575

Case No. 3,241.

CORNETT et al. v. LAWRENCE.

[2 Blatchf. 512.]1

Circuit Court, S. D. New York.

Nov. Term, 1852.

ACTION TO RECOVER BACK CUSTOMS DUTIES—PROTEST—PROOF.

1. Where, in a protest against the payment of duties, on an addition made by the appraisers to the invoice value, the only ground of protest stated was, that the invoice exhibited the true market value of goods at the place from which they were imported: Held, in action to recover back the duties, that the only point raised by the protest was the correspondence of the invoice value with the value at the place of export at the date of the invoice, and that the plaintiff could not, under the protest, show that the invoice value was the actual purchase price.

[Applied in Wilson v. Lawrence, Case No. 17,816.]

2. A protest against the payment of duties must set forth the specific objections of the party, and refer the collector distinctly to the facts, otherwise the party cannot avail himself of them in an action against the collector to recover back the duties.

[Cited in Crowley v. Maxwell, Case No. 3,449.]

This was an action against [Cornelius W. Lawrence] the collector of the port of New York, to recover back an alleged excess of duties paid him. A verdict was taken for the plaintiffs [Henry T. Cornett and Horatio R. Nightingale], subject to the opinion of the court.

Elias H. Ely, for plaintiffs.

J. Prescott Hall, Dist Arty., for defendant.

576

BETTS, District Judge. In this case, and in the three preceding ones of Pierson v. Lawrence [Case No. 11,158]; Pierson v. Maxwell [Id. 11,159]; and Focke v. Lawrence [Id. 4,894],—the decisions of the court, made at The last term, were withheld, at the instance of the counsel for the plaintiffs, until re-arguments could be heard in the cases. All of them relate to importations of iron, and involve substantially the same questions.

In this case, two entries of bar-iron were made by the plaintiffs, at the custom house in New York, in May, 1849, on invoices dated at Liverpool in March and April preceding, and the valuations were raised by the appraisers to correspond with the market prices of the iron at Liverpool at the times of shipment. The proof is that the values were stated on the invoices, at the purchase-prices at the time contracts were made for the iron with the Coalbrookdale Company some months previously. The payment of the duties exacted by the collector on the increase in valuation was protested against, in writing, by the attorney of the plaintiffs, in this language, on each entry: “that, under existing laws, said amount is unjustly added, and is not liable to duty, because the said invoice and said entry exhibited the true market value of said iron at Liverpool, from whence said iron was imported.”

There is no evidence to support the assertion of the protests, if they import that the invoices exhibit the Liverpool prices at the dates of the invoices. On the contrary, the plaintiffs proved on the trial, that the prices of iron advanced considerably at Liverpool between the alleged times of the purchase of these parcels and the times of their shipment; and the plaintiffs now insist that the contract prices should govern, and not the prices at the dates of the invoices.

The orders for the purchases in December and February preceding, and their acceptance by the manufacturers in Liverpool, were exhibited to the appraisers after the valuations had been raised. In our opinion, had these papers been submitted to the collector at the same time, that would not have satisfied the requirements of the act of February 20, 1845 (5 Stat. 727), and would not have amounted to such notice to him as would enable the plaintiffs to maintain a personal action against him for the recovery of the duties exacted. They must, in their written protest, set forth their specific objections, and refer him distinctly to the facts on which the objections rest, in order to be enabled afterwards to avail themselves of them, in an action against him.

On examining the protests in this case, it is palpable that no other point is raised by them than that of the correspondence of the invoice charges with Liverpool prices at their dates; and, as already observed, that fact is indisputably against the plaintiffs.

Judgment for the defendant

1 [Reported by Samuel Blatchford, Esq., and here reprinted by permission.]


What you are asked to do:
Give only the count of lines that contain "customers" in the material.

--- The input ---

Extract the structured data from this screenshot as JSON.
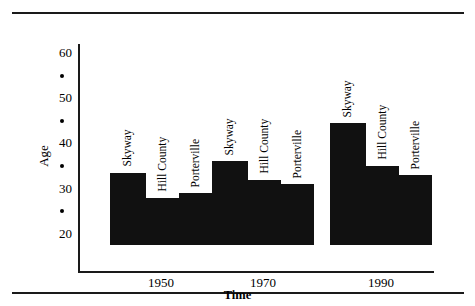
{
  "chart_data": {
    "type": "bar",
    "title": "",
    "xlabel": "Time",
    "ylabel": "Age",
    "categories": [
      "1950",
      "1970",
      "1990"
    ],
    "series": [
      {
        "name": "Skyway",
        "values": [
          33.5,
          36.0,
          44.5
        ]
      },
      {
        "name": "Hill County",
        "values": [
          28.0,
          32.0,
          35.0
        ]
      },
      {
        "name": "Porterville",
        "values": [
          29.0,
          31.0,
          33.0
        ]
      }
    ],
    "ylim": [
      17.5,
      62
    ],
    "y_major_ticks": [
      20,
      30,
      40,
      50,
      60
    ],
    "y_minor_tick_marker": "dot",
    "y_minor_ticks": [
      25,
      35,
      45,
      55
    ],
    "grid": false,
    "legend": "inline-rotated-labels",
    "bar_color": "#111111",
    "axis_color": "#1a1a1a",
    "background": "#ffffff"
  },
  "axes": {
    "y_title": "Age",
    "x_title": "Time",
    "y_ticks": [
      "60",
      "50",
      "40",
      "30",
      "20"
    ],
    "x_ticks": [
      "1950",
      "1970",
      "1990"
    ]
  },
  "groups": [
    {
      "year": "1950",
      "bars": [
        {
          "name": "Skyway",
          "value": 33.5
        },
        {
          "name": "Hill County",
          "value": 28.0
        },
        {
          "name": "Porterville",
          "value": 29.0
        }
      ]
    },
    {
      "year": "1970",
      "bars": [
        {
          "name": "Skyway",
          "value": 36.0
        },
        {
          "name": "Hill County",
          "value": 32.0
        },
        {
          "name": "Porterville",
          "value": 31.0
        }
      ]
    },
    {
      "year": "1990",
      "bars": [
        {
          "name": "Skyway",
          "value": 44.5
        },
        {
          "name": "Hill County",
          "value": 35.0
        },
        {
          "name": "Porterville",
          "value": 33.0
        }
      ]
    }
  ]
}
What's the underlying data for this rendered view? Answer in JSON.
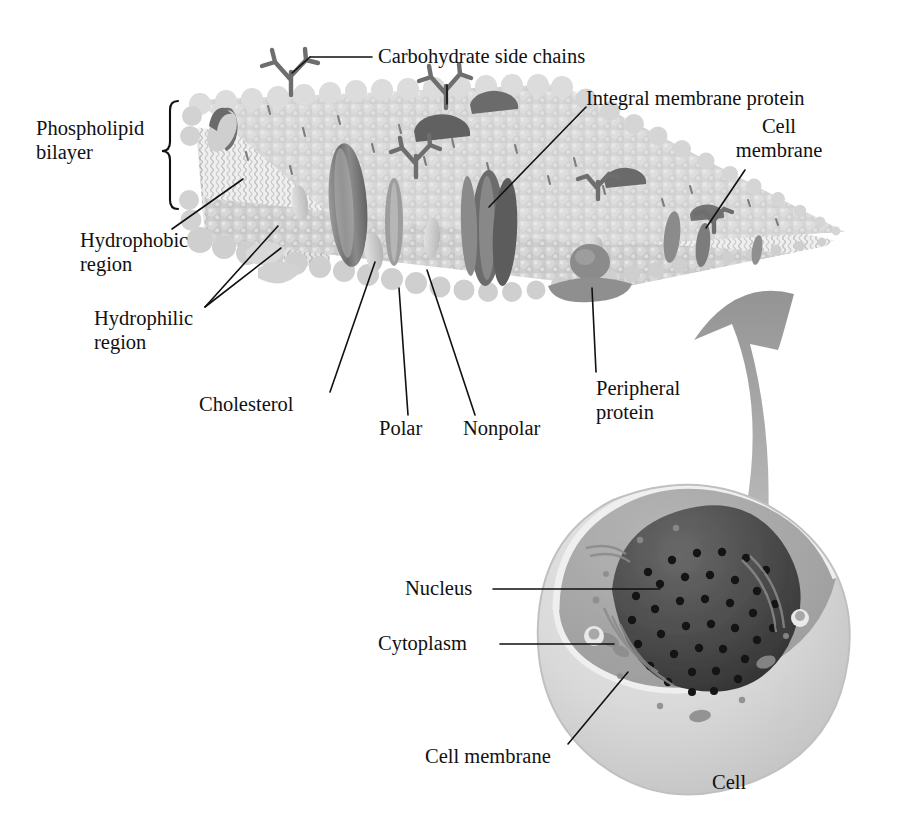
{
  "figure": {
    "background": "#ffffff",
    "ink": "#111111",
    "palette": {
      "head_group": "#c9c9c9",
      "head_group_light": "#d8d8d8",
      "tail_region": "#ededed",
      "tail_wave": "#c4c4c4",
      "protein_mid": "#8d8d8d",
      "protein_dark": "#6f6f6f",
      "protein_darkest": "#575757",
      "cholesterol": "#cfcfcf",
      "carb_chain": "#6e6e6e",
      "arrow_gray": "#9a9a9a",
      "cell_outer": "#d6d6d6",
      "cytoplasm": "#a8a8a8",
      "nucleus": "#4a4a4a",
      "nucleus_pore": "#1c1c1c"
    }
  },
  "labels": {
    "carbohydrate_side_chains": "Carbohydrate side chains",
    "integral_membrane_protein": "Integral membrane protein",
    "cell_membrane_top": "Cell\nmembrane",
    "phospholipid_bilayer": "Phospholipid\nbilayer",
    "hydrophobic_region": "Hydrophobic\nregion",
    "hydrophilic_region": "Hydrophilic\nregion",
    "cholesterol": "Cholesterol",
    "polar": "Polar",
    "nonpolar": "Nonpolar",
    "peripheral_protein": "Peripheral\nprotein",
    "nucleus": "Nucleus",
    "cytoplasm": "Cytoplasm",
    "cell_membrane_bottom": "Cell membrane",
    "cell": "Cell"
  },
  "parts": {
    "membrane_slab": "phospholipid-bilayer-slab",
    "bracket": "phospholipid-bilayer-bracket",
    "zoom_arrow": "magnification-arrow",
    "cell_body": "cell-body",
    "nucleus_shape": "nucleus",
    "cytoplasm_shape": "cytoplasm"
  }
}
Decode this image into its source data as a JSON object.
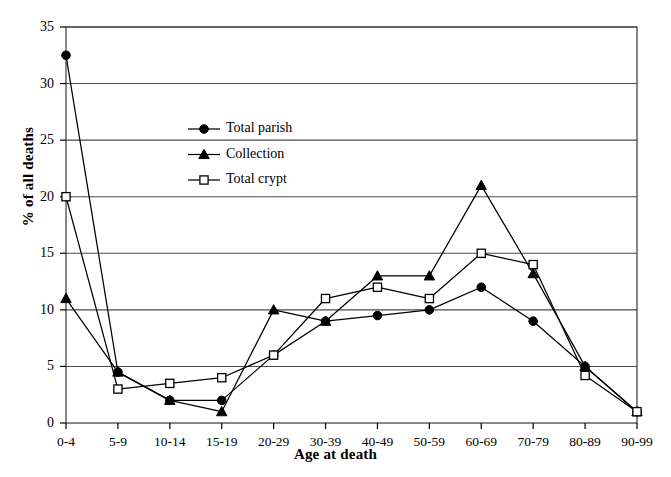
{
  "chart_data": {
    "type": "line",
    "title": "",
    "xlabel": "Age at death",
    "ylabel": "% of all deaths",
    "categories": [
      "0-4",
      "5-9",
      "10-14",
      "15-19",
      "20-29",
      "30-39",
      "40-49",
      "50-59",
      "60-69",
      "70-79",
      "80-89",
      "90-99"
    ],
    "ylim": [
      0,
      35
    ],
    "yticks": [
      0,
      5,
      10,
      15,
      20,
      25,
      30,
      35
    ],
    "grid": "horizontal",
    "legend_position": "upper-left-inside",
    "series": [
      {
        "name": "Total parish",
        "marker": "filled-circle",
        "values": [
          32.5,
          4.5,
          2.0,
          2.0,
          6.0,
          9.0,
          9.5,
          10.0,
          12.0,
          9.0,
          5.0,
          1.0
        ]
      },
      {
        "name": "Collection",
        "marker": "filled-triangle",
        "values": [
          11.0,
          4.5,
          2.0,
          1.0,
          10.0,
          9.0,
          13.0,
          13.0,
          21.0,
          13.2,
          5.0,
          1.0
        ]
      },
      {
        "name": "Total crypt",
        "marker": "open-square",
        "values": [
          20.0,
          3.0,
          3.5,
          4.0,
          6.0,
          11.0,
          12.0,
          11.0,
          15.0,
          14.0,
          4.2,
          1.0
        ]
      }
    ]
  },
  "axis": {
    "y_tick_labels": [
      "0",
      "5",
      "10",
      "15",
      "20",
      "25",
      "30",
      "35"
    ],
    "x_tick_labels": [
      "0-4",
      "5-9",
      "10-14",
      "15-19",
      "20-29",
      "30-39",
      "40-49",
      "50-59",
      "60-69",
      "70-79",
      "80-89",
      "90-99"
    ],
    "y_title": "% of all deaths",
    "x_title": "Age at death"
  },
  "legend": {
    "entries": [
      {
        "label": "Total parish"
      },
      {
        "label": "Collection"
      },
      {
        "label": "Total crypt"
      }
    ]
  },
  "colors": {
    "line": "#000000",
    "grid": "#000000",
    "frame": "#000000",
    "background": "#ffffff"
  }
}
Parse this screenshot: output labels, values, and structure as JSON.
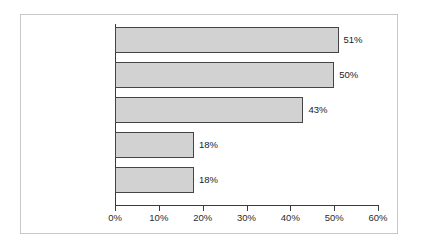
{
  "chart_data": {
    "type": "bar",
    "orientation": "horizontal",
    "title": "",
    "subtitle": "",
    "xlabel": "",
    "ylabel": "",
    "xlim": [
      0,
      60
    ],
    "grid": false,
    "legend": null,
    "categories": [
      "To motivate\nemployees",
      "To link pay to\nproductivity",
      "To retain specialist\nskills",
      "Other companies\ndoing it",
      "To control the\nwage bill"
    ],
    "values": [
      51,
      50,
      43,
      18,
      18
    ],
    "value_labels": [
      "51%",
      "50%",
      "43%",
      "18%",
      "18%"
    ],
    "x_tick_values": [
      0,
      10,
      20,
      30,
      40,
      50,
      60
    ],
    "x_tick_labels": [
      "0%",
      "10%",
      "20%",
      "30%",
      "40%",
      "50%",
      "60%"
    ]
  },
  "style": {
    "bar_fill": "#d2d2d2",
    "bar_border": "#454545",
    "axis_color": "#3a3a3a",
    "text_color": "#1c1c1c",
    "frame_color": "#c8c8c8",
    "background": "#ffffff"
  }
}
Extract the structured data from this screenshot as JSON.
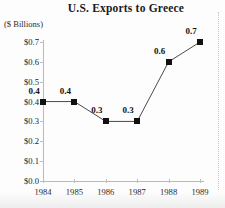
{
  "chart_data": {
    "type": "line",
    "title": "U.S. Exports to Greece",
    "subtitle": "($ Billions)",
    "xlabel": "",
    "ylabel": "($ Billions)",
    "categories": [
      "1984",
      "1985",
      "1986",
      "1987",
      "1988",
      "1989"
    ],
    "values": [
      0.4,
      0.4,
      0.3,
      0.3,
      0.6,
      0.7
    ],
    "point_labels": [
      "0.4",
      "0.4",
      "0.3",
      "0.3",
      "0.6",
      "0.7"
    ],
    "ylim": [
      0.0,
      0.7
    ],
    "y_tick_labels": [
      "$0.7",
      "$0.6",
      "$0.5",
      "$0.4",
      "$0.3",
      "$0.2",
      "$0.1",
      "$0.0"
    ],
    "y_tick_values": [
      0.7,
      0.6,
      0.5,
      0.4,
      0.3,
      0.2,
      0.1,
      0.0
    ],
    "x_tick_labels": [
      "1984",
      "1985",
      "1986",
      "1987",
      "1988",
      "1989"
    ],
    "grid": false,
    "legend": false,
    "marker": "square",
    "series": [
      {
        "name": "U.S. Exports to Greece",
        "values": [
          0.4,
          0.4,
          0.3,
          0.3,
          0.6,
          0.7
        ]
      }
    ],
    "colors": {
      "line": "#4a4a4a",
      "marker": "#111111",
      "axis": "#b9b9b9",
      "text": "#222222",
      "background": "#fdfdfd"
    }
  }
}
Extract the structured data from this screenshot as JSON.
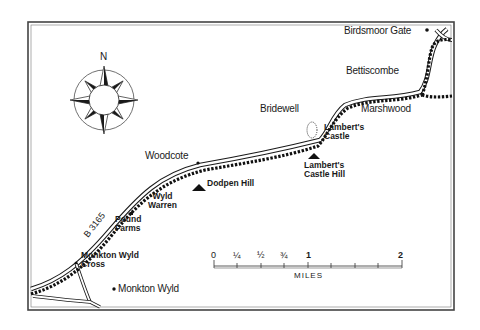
{
  "map": {
    "compass": {
      "north_label": "N"
    },
    "road_label": "B 3165",
    "places": {
      "birdsmoor_gate": "Birdsmoor Gate",
      "bettiscombe": "Bettiscombe",
      "bridewell": "Bridewell",
      "marshwood": "Marshwood",
      "woodcote": "Woodcote",
      "monkton_wyld": "Monkton Wyld"
    },
    "features": {
      "lamberts_castle": [
        "Lambert's",
        "Castle"
      ],
      "lamberts_castle_hill": [
        "Lambert's",
        "Castle Hill"
      ],
      "dodpen_hill": "Dodpen Hill",
      "wyld_warren": [
        "Wyld",
        "Warren"
      ],
      "pound_farms": [
        "Pound",
        "Farms"
      ],
      "monkton_wyld_cross": [
        "Monkton Wyld",
        "Cross"
      ]
    },
    "scale": {
      "unit_label": "MILES",
      "labels": [
        "0",
        "¼",
        "½",
        "¾",
        "1",
        "2"
      ]
    },
    "colors": {
      "ink": "#1a1a1a",
      "paper": "#ffffff",
      "frame": "#555555"
    }
  }
}
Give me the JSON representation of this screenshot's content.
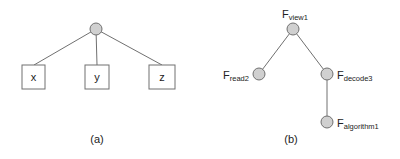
{
  "figure_a": {
    "caption": "(a)",
    "root": {
      "shape": "circle"
    },
    "leaves": [
      {
        "label": "x"
      },
      {
        "label": "y"
      },
      {
        "label": "z"
      }
    ]
  },
  "figure_b": {
    "caption": "(b)",
    "nodes": {
      "view": {
        "base": "F",
        "sub": "view1"
      },
      "read": {
        "base": "F",
        "sub": "read2"
      },
      "decode": {
        "base": "F",
        "sub": "decode3"
      },
      "algorithm": {
        "base": "F",
        "sub": "algorithm1"
      }
    },
    "edges": [
      [
        "view",
        "read"
      ],
      [
        "view",
        "decode"
      ],
      [
        "decode",
        "algorithm"
      ]
    ]
  },
  "colors": {
    "node_fill": "#d0d0d0",
    "node_stroke": "#707070",
    "edge": "#707070",
    "box_stroke": "#707070",
    "text": "#222222"
  }
}
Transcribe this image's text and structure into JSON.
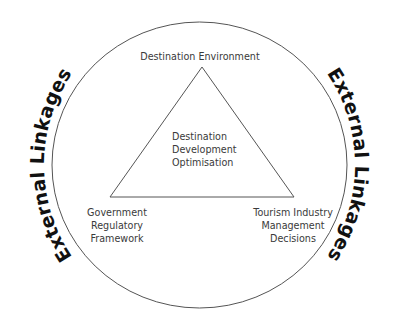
{
  "diagram": {
    "outer_ring_label_left": "External Linkages",
    "outer_ring_label_right": "External Linkages",
    "top_vertex_label": "Destination Environment",
    "center_label": [
      "Destination",
      "Development",
      "Optimisation"
    ],
    "bottom_left_label": [
      "Government",
      "Regulatory",
      "Framework"
    ],
    "bottom_right_label": [
      "Tourism Industry",
      "Management",
      "Decisions"
    ]
  },
  "colors": {
    "stroke": "#555555",
    "text": "#3a3a3a",
    "ring_text": "#111111",
    "background": "#ffffff"
  }
}
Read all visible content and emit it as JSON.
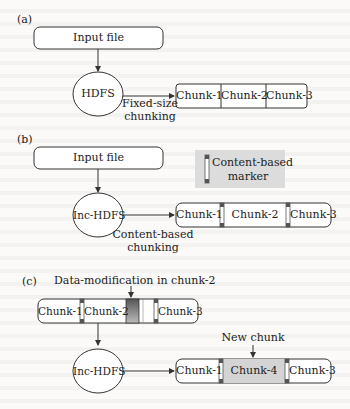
{
  "panel_a": {
    "label": "(a)",
    "input_box": "Input file",
    "processor": "HDFS",
    "edge_label_line1": "Fixed-size",
    "edge_label_line2": "chunking",
    "chunks": [
      "Chunk-1",
      "Chunk-2",
      "Chunk-3"
    ]
  },
  "panel_b": {
    "label": "(b)",
    "input_box": "Input file",
    "processor": "Inc-HDFS",
    "edge_label_line1": "Content-based",
    "edge_label_line2": "chunking",
    "chunks": [
      "Chunk-1",
      "Chunk-2",
      "Chunk-3"
    ],
    "legend_line1": "Content-based",
    "legend_line2": "marker"
  },
  "panel_c": {
    "label": "(c)",
    "annotation_top": "Data-modification in chunk-2",
    "chunks_before": [
      "Chunk-1",
      "Chunk-2",
      "Chunk-3"
    ],
    "processor": "Inc-HDFS",
    "annotation_new": "New chunk",
    "chunks_after": [
      "Chunk-1",
      "Chunk-4",
      "Chunk-3"
    ]
  },
  "colors": {
    "stroke": "#333333",
    "legend_bg": "#dcdcdc",
    "new_chunk_bg": "#d4d4d4",
    "marker_dark": "#555555"
  }
}
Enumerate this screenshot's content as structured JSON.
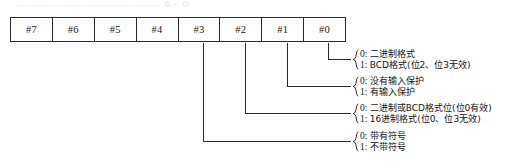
{
  "ghost_text": "— ——  —  —— ————— ———        ⊙  ⌐  ⊙",
  "bit_table": {
    "name": "control-byte-bit-map",
    "cells": [
      {
        "label": "#7"
      },
      {
        "label": "#6"
      },
      {
        "label": "#5"
      },
      {
        "label": "#4"
      },
      {
        "label": "#3"
      },
      {
        "label": "#2"
      },
      {
        "label": "#1"
      },
      {
        "label": "#0"
      }
    ]
  },
  "annotations": [
    {
      "source_bit": "#0",
      "rows": [
        {
          "key": "0:",
          "text": "二进制格式"
        },
        {
          "key": "1:",
          "text": "BCD格式(位2、位3无效)"
        }
      ]
    },
    {
      "source_bit": "#1",
      "rows": [
        {
          "key": "0:",
          "text": "没有输入保护"
        },
        {
          "key": "1:",
          "text": "有输入保护"
        }
      ]
    },
    {
      "source_bit": "#2",
      "rows": [
        {
          "key": "0:",
          "text": "二进制或BCD格式位(位0有效)"
        },
        {
          "key": "1:",
          "text": "16进制格式(位0、位3无效)"
        }
      ]
    },
    {
      "source_bit": "#3",
      "rows": [
        {
          "key": "0:",
          "text": "带有符号"
        },
        {
          "key": "1:",
          "text": "不带符号"
        }
      ]
    }
  ],
  "colors": {
    "line": "#2b2b2b",
    "text": "#141414",
    "background": "#ffffff"
  }
}
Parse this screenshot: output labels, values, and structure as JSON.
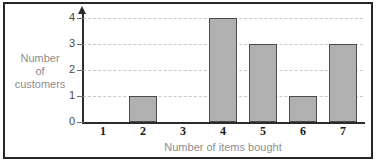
{
  "chart_data": {
    "type": "bar",
    "title": "",
    "categories": [
      "1",
      "2",
      "3",
      "4",
      "5",
      "6",
      "7"
    ],
    "values": [
      0,
      1,
      0,
      4,
      3,
      1,
      3
    ],
    "xlabel": "Number of items bought",
    "ylabel": "Number of customers",
    "ylabel_lines": [
      "Number",
      "of",
      "customers"
    ],
    "yticks": [
      "0",
      "1",
      "2",
      "3",
      "4"
    ],
    "ytick_values": [
      0,
      1,
      2,
      3,
      4
    ],
    "ylim": [
      0,
      4
    ],
    "grid": true,
    "grid_style": "dashed-horizontal",
    "legend": null,
    "colors": {
      "bar_fill": "#b0b0b0",
      "bar_edge": "#4c4c4c",
      "axis": "#2b2b2b",
      "grid": "#c9c9c9",
      "axis_title_text": "#8e8e8e",
      "ytick_text": "#4a4a4a",
      "xtick_text": "#1a1a1a",
      "frame": "#262626",
      "background": "#ffffff"
    }
  }
}
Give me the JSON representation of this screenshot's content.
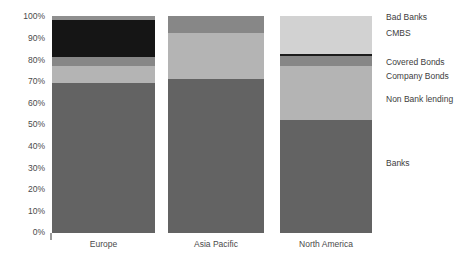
{
  "chart_data": {
    "type": "bar",
    "title": "",
    "subtitle": "",
    "xlabel": "",
    "ylabel": "",
    "stacked": true,
    "stack_mode": "percent",
    "orientation": "vertical",
    "grid": false,
    "legend_position": "right",
    "ylim": [
      0,
      100
    ],
    "yticks": [
      0,
      10,
      20,
      30,
      40,
      50,
      60,
      70,
      80,
      90,
      100
    ],
    "ytick_labels": [
      "0%",
      "10%",
      "20%",
      "30%",
      "40%",
      "50%",
      "60%",
      "70%",
      "80%",
      "90%",
      "100%"
    ],
    "categories": [
      "Europe",
      "Asia Pacific",
      "North America"
    ],
    "series": [
      {
        "name": "Banks",
        "color": "#636363",
        "values": [
          69,
          71,
          52
        ]
      },
      {
        "name": "Non Bank lending",
        "color": "#b4b4b4",
        "values": [
          8,
          21,
          25
        ]
      },
      {
        "name": "Company Bonds",
        "color": "#878787",
        "values": [
          4,
          8,
          4.5
        ]
      },
      {
        "name": "Covered Bonds",
        "color": "#1c1c1c",
        "values": [
          0,
          0,
          0.8
        ]
      },
      {
        "name": "CMBS",
        "color": "#d2d2d2",
        "values": [
          17,
          0,
          17.7
        ]
      },
      {
        "name": "Bad Banks",
        "color": "#8f8f8f",
        "values": [
          2,
          0,
          0
        ]
      }
    ]
  },
  "legend": {
    "items": [
      {
        "label": "Bad Banks",
        "top": 13
      },
      {
        "label": "CMBS",
        "top": 29
      },
      {
        "label": "Covered Bonds",
        "top": 58
      },
      {
        "label": "Company Bonds",
        "top": 72
      },
      {
        "label": "Non Bank lending",
        "top": 95
      },
      {
        "label": "Banks",
        "top": 159
      }
    ]
  },
  "axis": {
    "y_ticks": [
      {
        "label": "100%",
        "top": 12
      },
      {
        "label": "90%",
        "top": 34
      },
      {
        "label": "80%",
        "top": 56
      },
      {
        "label": "70%",
        "top": 77
      },
      {
        "label": "60%",
        "top": 99
      },
      {
        "label": "50%",
        "top": 120
      },
      {
        "label": "40%",
        "top": 142
      },
      {
        "label": "30%",
        "top": 164
      },
      {
        "label": "20%",
        "top": 185
      },
      {
        "label": "10%",
        "top": 207
      },
      {
        "label": "0%",
        "top": 228
      }
    ]
  },
  "bars": [
    {
      "category": "Europe",
      "left": 0,
      "width": 103,
      "label_left": 0,
      "label_width": 103,
      "segments": [
        {
          "series": "Bad Banks",
          "color": "#8f8f8f",
          "from": 98,
          "to": 100
        },
        {
          "series": "CMBS",
          "color": "#151515",
          "from": 81,
          "to": 98
        },
        {
          "series": "Company Bonds",
          "color": "#878787",
          "from": 77,
          "to": 81
        },
        {
          "series": "Non Bank lending",
          "color": "#b4b4b4",
          "from": 69,
          "to": 77
        },
        {
          "series": "Banks",
          "color": "#636363",
          "from": 0,
          "to": 69
        }
      ]
    },
    {
      "category": "Asia Pacific",
      "left": 116,
      "width": 96,
      "label_left": 116,
      "label_width": 96,
      "segments": [
        {
          "series": "Company Bonds",
          "color": "#878787",
          "from": 92,
          "to": 100
        },
        {
          "series": "Non Bank lending",
          "color": "#b4b4b4",
          "from": 71,
          "to": 92
        },
        {
          "series": "Banks",
          "color": "#636363",
          "from": 0,
          "to": 71
        }
      ]
    },
    {
      "category": "North America",
      "left": 228,
      "width": 92,
      "label_left": 228,
      "label_width": 92,
      "segments": [
        {
          "series": "CMBS",
          "color": "#d2d2d2",
          "from": 82.3,
          "to": 100
        },
        {
          "series": "Covered Bonds",
          "color": "#1c1c1c",
          "from": 81.5,
          "to": 82.3
        },
        {
          "series": "Company Bonds",
          "color": "#878787",
          "from": 77,
          "to": 81.5
        },
        {
          "series": "Non Bank lending",
          "color": "#b4b4b4",
          "from": 52,
          "to": 77
        },
        {
          "series": "Banks",
          "color": "#636363",
          "from": 0,
          "to": 52
        }
      ]
    }
  ]
}
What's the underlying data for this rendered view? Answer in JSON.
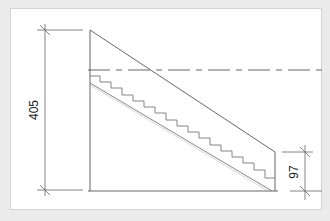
{
  "drawing": {
    "type": "stair-section",
    "dimensions": {
      "total_height_label": "405",
      "bottom_offset_label": "97"
    },
    "colors": {
      "background": "#ebebeb",
      "panel": "#ffffff",
      "line": "#555555",
      "stair_line": "#888888"
    }
  }
}
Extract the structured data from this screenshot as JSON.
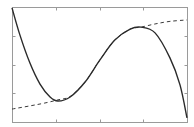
{
  "chart_data": {
    "type": "line",
    "title": "",
    "xlabel": "",
    "ylabel": "",
    "xlim": [
      0,
      4
    ],
    "ylim": [
      0,
      4
    ],
    "x_ticks": [
      1,
      2,
      3
    ],
    "y_ticks": [
      1,
      2,
      3
    ],
    "tick_labels_visible": false,
    "grid": false,
    "legend": null,
    "series": [
      {
        "name": "solid-curve",
        "style": "solid",
        "color": "#2a2a2a",
        "x": [
          0,
          0.18,
          0.41,
          0.64,
          0.87,
          1.05,
          1.33,
          1.67,
          2.01,
          2.35,
          2.7,
          2.95,
          3.27,
          3.61,
          3.84,
          4.0
        ],
        "y": [
          3.97,
          3.03,
          2.05,
          1.32,
          0.87,
          0.73,
          0.87,
          1.39,
          2.16,
          2.85,
          3.23,
          3.3,
          3.1,
          2.23,
          1.29,
          0.14
        ]
      },
      {
        "name": "dashed-curve",
        "style": "dashed",
        "color": "#3a3a3a",
        "x": [
          0,
          0.41,
          0.75,
          1.05,
          1.33,
          1.67,
          2.01,
          2.35,
          2.7,
          2.95,
          3.27,
          3.61,
          4.0
        ],
        "y": [
          0.45,
          0.56,
          0.66,
          0.77,
          0.89,
          1.39,
          2.16,
          2.85,
          3.23,
          3.3,
          3.41,
          3.5,
          3.55
        ]
      }
    ]
  },
  "layout": {
    "plot_left": 12,
    "plot_top": 7,
    "plot_right": 187,
    "plot_bottom": 122
  }
}
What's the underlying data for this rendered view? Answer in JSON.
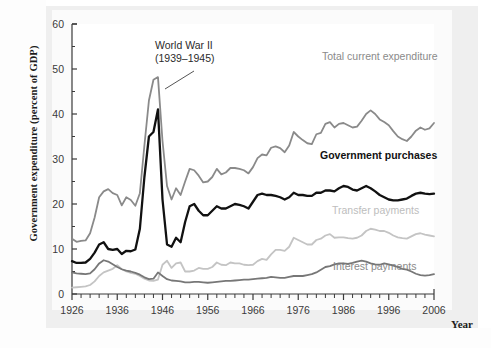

---

Exercise response:
2